That move deprives the public of information it has a right to know about the wars in which the U.S. is engaging, said Ned Price, National Security Council spokesman under Obama.

“The position of the Obama administration was that the American people had a right to know if servicemen and women were in harm’s way,” he said.

“It’s truly shocking that the current administration furtively deploys troops without public debate or describing their larger strategy.”

Edit:

http://www.reuters.com/article/us-mideast-crisis-syria-usa-haley-idUSKBN1712QL

The view of the Trump administration is also at odds with European powers, who insist Assad must step down. The shift drew a strong rebuke from at least two Republican senators.

“You pick and choose your battles and when we’re looking at this, it’s about changing up priorities and our priority is no longer to sit there and focus on getting Assad out,” U.S. Ambassador Nikki Haley told a small group of reporters.

“Do we think he’s a hindrance? Yes. Are we going to sit there and focus on getting him out? No,” she said. “What we are going to focus on is putting the pressure in there so that we can start to make a change in Syria.”

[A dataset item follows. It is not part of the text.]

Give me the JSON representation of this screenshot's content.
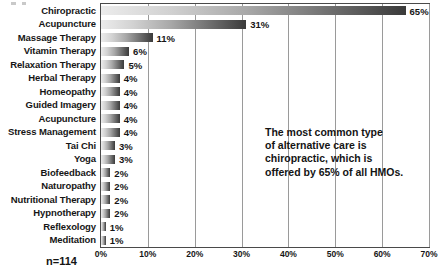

In Ankara on Thursday, U.S. Secretary of State Rex Tillerson said Assad’s longer-term status “will be decided by the Syrian people.”

The Obama administration, in its later years, was focused on reaching a deal with Russia that would eventually see Assad go, though it also shifted its focus to the fight against Islamic State militants, who captured swathes of territory in Iraq and Syria in 2014.

As presidential nominee, Donald Trump said defeating Islamic State was a higher priority than persuading Assad to step down.

And as usual, no one has the foggiest idea what the goal is. What is it they want in Syria? What possible outcome is the goal there? Unless the goal is in fact perpetual war, then I’m sure they have a good chance of getting their wishes.

American foreign policy, if you can deign to call it that, since the Cold War ended, has been uniformly devoid of any real strategy, intentionality, or purpose, unless again you subscribe to the idea that the goal really is perpetual war and conflict. I don’t, but that’s kind of the result nonetheless.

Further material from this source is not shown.